Excellent post. The posts here which cite WWII fail to recognize both the legality of US participation and the need to preserve our own nation. In addition, they also fail to recognize the rise of the military-industrial complex first mentioned by President Eisenhower in 1960.

Since 1960, the foreign wars in which the US has been engaged have been illegal (no declaration by congress), immoral (the causes have been fabrications), and immensely expensive in terms of blood and treasure. They have, however, been extremely profitable for large corporations and the influence of the Pentagon.

In 1949, the National Security Council was established and subsequently subverted the powers of congress to debate upon military issues and to declare war, which is mandated by the Constitution.

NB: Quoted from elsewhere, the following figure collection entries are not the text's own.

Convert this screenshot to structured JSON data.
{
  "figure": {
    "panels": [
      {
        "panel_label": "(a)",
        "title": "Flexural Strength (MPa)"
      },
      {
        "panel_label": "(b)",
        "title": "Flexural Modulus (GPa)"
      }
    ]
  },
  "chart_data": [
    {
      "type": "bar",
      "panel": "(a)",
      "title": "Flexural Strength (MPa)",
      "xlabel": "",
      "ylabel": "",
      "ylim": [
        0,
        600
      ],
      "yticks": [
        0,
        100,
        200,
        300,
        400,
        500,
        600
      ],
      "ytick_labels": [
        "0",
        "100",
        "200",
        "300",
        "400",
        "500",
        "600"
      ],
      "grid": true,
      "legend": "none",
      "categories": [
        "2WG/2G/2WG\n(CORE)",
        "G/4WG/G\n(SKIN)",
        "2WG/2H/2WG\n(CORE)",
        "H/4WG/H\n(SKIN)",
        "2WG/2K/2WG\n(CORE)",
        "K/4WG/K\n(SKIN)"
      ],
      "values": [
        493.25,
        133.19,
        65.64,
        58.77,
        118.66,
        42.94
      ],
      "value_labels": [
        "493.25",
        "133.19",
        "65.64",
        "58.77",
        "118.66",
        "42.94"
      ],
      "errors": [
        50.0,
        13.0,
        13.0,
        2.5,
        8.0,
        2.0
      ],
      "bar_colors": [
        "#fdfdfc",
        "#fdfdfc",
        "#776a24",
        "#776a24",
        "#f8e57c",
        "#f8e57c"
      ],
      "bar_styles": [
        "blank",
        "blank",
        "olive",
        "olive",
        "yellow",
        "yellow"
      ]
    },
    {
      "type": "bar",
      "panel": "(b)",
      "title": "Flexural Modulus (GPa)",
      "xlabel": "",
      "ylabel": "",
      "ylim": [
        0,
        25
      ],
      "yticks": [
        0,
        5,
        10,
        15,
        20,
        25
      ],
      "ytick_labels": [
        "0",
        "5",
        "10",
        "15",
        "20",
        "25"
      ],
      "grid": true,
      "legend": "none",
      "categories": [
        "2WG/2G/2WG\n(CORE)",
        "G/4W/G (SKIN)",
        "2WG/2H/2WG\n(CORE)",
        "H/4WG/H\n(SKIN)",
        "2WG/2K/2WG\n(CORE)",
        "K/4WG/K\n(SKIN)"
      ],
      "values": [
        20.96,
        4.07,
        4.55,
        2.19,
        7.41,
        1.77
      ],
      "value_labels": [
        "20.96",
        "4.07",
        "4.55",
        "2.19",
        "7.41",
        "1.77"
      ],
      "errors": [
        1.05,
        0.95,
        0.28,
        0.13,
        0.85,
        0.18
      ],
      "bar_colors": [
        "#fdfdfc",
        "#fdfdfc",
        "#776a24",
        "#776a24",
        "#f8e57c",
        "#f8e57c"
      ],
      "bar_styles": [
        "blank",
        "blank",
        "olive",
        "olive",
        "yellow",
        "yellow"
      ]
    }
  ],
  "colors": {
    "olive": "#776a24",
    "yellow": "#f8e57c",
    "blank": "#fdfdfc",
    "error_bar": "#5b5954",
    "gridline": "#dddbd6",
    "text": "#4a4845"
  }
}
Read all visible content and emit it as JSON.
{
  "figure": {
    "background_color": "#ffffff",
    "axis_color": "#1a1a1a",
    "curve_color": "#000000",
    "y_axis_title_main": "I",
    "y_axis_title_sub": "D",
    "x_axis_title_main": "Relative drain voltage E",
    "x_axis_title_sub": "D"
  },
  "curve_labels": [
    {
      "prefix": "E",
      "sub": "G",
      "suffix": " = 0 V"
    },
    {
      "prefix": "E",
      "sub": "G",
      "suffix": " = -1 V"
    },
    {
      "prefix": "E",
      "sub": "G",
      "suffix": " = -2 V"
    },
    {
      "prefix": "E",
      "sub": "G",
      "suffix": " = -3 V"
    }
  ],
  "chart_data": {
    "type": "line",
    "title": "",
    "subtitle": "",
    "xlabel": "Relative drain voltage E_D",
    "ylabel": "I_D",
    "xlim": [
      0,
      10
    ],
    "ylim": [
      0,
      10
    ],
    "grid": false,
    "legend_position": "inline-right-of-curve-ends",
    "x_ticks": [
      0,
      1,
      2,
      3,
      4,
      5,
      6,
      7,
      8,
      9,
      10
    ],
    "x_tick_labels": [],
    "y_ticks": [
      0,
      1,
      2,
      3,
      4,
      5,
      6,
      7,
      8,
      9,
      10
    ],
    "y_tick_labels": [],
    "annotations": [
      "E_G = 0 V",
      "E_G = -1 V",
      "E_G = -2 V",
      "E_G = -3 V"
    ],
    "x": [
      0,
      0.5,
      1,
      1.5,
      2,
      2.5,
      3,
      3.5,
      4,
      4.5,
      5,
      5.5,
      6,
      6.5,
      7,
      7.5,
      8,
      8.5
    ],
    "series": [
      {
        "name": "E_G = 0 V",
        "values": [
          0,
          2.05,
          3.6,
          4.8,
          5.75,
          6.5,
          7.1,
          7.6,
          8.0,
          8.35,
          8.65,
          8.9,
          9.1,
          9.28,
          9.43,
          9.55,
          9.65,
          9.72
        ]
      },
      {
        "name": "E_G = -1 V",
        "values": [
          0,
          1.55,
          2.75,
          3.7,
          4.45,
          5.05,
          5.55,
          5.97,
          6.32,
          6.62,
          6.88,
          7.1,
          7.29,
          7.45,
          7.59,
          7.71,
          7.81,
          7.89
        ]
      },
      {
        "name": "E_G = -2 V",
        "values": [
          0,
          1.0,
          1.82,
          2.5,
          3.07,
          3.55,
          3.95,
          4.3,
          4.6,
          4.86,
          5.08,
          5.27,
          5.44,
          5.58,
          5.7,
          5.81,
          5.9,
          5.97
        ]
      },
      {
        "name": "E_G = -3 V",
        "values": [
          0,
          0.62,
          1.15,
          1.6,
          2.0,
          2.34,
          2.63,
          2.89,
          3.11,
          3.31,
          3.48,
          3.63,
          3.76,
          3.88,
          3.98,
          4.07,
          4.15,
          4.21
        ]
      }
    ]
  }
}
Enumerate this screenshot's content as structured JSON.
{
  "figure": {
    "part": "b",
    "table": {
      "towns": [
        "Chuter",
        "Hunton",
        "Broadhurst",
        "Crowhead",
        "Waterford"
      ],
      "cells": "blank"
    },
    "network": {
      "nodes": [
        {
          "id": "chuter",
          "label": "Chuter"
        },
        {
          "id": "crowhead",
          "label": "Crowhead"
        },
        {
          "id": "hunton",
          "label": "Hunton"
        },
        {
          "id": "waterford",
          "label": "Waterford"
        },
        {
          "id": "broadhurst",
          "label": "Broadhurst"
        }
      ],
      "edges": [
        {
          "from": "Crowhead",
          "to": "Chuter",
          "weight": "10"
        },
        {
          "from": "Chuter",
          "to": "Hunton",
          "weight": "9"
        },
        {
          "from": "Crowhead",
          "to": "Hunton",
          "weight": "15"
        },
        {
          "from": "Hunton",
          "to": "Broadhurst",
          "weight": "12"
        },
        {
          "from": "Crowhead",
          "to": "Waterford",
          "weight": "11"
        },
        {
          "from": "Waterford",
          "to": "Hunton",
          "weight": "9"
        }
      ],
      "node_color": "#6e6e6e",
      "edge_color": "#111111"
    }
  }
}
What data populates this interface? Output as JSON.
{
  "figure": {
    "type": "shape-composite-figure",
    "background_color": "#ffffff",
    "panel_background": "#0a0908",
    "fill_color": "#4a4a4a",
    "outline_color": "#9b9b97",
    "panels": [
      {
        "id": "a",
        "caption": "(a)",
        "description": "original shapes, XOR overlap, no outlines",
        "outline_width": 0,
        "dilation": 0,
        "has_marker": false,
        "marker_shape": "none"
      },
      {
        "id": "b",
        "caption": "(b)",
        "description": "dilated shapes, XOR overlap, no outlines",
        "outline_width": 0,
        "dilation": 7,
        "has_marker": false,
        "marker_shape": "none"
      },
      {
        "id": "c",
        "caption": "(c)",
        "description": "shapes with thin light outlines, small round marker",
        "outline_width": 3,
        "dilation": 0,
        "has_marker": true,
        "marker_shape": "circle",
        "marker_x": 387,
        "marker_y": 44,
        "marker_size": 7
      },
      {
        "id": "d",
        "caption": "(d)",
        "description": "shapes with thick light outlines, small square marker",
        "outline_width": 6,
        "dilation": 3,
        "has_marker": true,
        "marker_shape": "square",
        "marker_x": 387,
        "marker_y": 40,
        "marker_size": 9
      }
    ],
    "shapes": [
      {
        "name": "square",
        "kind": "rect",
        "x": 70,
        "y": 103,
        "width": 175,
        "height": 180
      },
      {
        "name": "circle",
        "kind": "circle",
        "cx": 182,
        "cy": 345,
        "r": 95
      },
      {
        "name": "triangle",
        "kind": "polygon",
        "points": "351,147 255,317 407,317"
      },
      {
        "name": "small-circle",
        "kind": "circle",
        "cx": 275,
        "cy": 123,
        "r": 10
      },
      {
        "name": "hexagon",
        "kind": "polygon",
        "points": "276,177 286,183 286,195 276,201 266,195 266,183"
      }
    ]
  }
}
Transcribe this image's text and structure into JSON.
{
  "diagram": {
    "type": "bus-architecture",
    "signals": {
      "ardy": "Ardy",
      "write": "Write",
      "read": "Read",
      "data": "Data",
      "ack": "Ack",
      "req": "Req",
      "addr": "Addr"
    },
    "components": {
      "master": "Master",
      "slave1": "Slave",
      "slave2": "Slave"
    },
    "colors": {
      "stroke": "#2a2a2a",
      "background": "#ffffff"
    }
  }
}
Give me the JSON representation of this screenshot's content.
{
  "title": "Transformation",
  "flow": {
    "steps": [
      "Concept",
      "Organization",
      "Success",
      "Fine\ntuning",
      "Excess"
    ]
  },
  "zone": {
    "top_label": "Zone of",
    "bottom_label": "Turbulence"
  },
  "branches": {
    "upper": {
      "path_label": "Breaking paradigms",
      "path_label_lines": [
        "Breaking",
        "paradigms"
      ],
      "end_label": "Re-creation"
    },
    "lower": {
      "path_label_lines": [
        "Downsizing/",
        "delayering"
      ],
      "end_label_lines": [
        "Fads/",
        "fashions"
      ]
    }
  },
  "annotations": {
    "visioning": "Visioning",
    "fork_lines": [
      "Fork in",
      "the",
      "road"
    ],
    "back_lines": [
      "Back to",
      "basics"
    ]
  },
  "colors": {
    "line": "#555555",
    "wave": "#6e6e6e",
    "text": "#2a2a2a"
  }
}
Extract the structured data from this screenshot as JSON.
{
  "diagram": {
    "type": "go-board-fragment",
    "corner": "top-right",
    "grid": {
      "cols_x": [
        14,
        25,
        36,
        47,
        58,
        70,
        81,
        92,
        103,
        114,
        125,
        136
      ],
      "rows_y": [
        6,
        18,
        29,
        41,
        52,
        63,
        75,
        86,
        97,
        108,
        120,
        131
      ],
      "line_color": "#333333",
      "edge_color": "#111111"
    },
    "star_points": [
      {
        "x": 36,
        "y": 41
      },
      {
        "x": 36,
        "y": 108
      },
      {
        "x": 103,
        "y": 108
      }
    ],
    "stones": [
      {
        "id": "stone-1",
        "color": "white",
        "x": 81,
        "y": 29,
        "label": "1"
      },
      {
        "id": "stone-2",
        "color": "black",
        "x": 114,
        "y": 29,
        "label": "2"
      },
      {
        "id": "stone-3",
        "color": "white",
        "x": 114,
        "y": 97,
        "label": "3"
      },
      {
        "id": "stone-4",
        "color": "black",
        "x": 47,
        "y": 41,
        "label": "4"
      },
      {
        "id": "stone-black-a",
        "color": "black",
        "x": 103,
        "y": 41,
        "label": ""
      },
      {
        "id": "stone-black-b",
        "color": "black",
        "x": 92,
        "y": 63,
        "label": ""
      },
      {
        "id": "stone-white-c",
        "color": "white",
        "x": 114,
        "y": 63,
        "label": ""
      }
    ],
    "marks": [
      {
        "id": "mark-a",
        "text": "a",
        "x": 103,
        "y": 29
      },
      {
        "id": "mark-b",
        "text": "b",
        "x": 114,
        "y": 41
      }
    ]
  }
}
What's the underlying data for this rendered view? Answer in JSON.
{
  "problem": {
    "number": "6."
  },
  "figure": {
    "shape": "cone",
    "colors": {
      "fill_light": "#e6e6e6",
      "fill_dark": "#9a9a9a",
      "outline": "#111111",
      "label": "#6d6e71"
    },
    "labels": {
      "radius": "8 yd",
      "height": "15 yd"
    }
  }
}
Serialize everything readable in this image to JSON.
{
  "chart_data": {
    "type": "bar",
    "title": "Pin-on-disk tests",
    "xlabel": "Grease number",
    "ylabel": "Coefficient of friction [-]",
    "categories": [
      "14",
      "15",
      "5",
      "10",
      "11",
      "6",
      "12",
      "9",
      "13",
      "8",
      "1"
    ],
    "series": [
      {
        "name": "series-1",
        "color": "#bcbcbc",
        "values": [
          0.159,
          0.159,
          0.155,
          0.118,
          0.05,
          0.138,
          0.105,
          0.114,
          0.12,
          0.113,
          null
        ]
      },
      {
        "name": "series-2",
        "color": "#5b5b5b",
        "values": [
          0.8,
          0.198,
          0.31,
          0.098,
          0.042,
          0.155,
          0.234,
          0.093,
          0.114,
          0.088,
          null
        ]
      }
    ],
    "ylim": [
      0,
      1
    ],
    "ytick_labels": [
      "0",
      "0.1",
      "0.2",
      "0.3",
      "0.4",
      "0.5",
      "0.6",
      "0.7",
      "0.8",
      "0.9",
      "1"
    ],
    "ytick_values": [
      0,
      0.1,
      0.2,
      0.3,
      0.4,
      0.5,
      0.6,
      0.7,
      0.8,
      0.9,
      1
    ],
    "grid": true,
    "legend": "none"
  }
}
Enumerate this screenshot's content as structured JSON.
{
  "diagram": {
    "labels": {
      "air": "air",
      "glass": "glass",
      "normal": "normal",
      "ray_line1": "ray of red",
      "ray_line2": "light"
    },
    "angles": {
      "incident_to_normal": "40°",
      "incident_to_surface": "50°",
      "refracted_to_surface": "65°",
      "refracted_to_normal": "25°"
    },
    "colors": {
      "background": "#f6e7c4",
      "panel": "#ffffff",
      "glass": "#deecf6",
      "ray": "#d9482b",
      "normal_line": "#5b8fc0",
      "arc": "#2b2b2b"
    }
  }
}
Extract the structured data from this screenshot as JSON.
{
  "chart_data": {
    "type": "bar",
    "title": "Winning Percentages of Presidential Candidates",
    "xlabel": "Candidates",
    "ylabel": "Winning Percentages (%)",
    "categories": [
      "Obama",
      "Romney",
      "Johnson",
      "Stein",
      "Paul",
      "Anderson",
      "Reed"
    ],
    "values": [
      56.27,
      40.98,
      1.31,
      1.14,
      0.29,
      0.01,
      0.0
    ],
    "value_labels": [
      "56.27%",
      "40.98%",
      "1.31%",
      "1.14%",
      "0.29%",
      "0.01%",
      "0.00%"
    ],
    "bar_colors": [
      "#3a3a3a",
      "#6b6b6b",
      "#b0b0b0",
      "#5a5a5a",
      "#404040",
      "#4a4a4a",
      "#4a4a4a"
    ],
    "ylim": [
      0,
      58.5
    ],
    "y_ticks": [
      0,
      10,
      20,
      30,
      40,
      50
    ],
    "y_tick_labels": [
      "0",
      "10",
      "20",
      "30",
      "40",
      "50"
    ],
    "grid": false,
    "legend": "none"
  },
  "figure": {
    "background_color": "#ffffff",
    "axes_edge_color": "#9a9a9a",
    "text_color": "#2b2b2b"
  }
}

No major war since 1960 has been just or legal. All have been started or extended by Pentagon manipulations. The Gulf of Tonkin incident was the justification for escalation of the Viet Nam civil war. The Iraqi invasion of Kuwait and subsequent Gulf War was caused by State Dept. instigation. The US convinced Sadam Hussein that we would do nothing if he invaded. He did and the Pentagon used it as an excuse to mount an attack. The current 'war against terror' is a misnomer as we have goaded Muslim extremist groups into attacking American interests. Bin Laden himself was quoted as saying this was the justification for 9/11 as it continues to be.

The purpose of the war on terror is to keep the US population in line with Pentagon agendas by means of fear. The result will be increasing restrictions and loss of liberty, continuation of war in several locations, and increasing economic pressure.

We cannot sustain war and military adventures throughout the world. Either by popular demand or economic pressure it will eventually stop.

How much damage will have been done to our way of living by then and how many of our liberties will have been lost?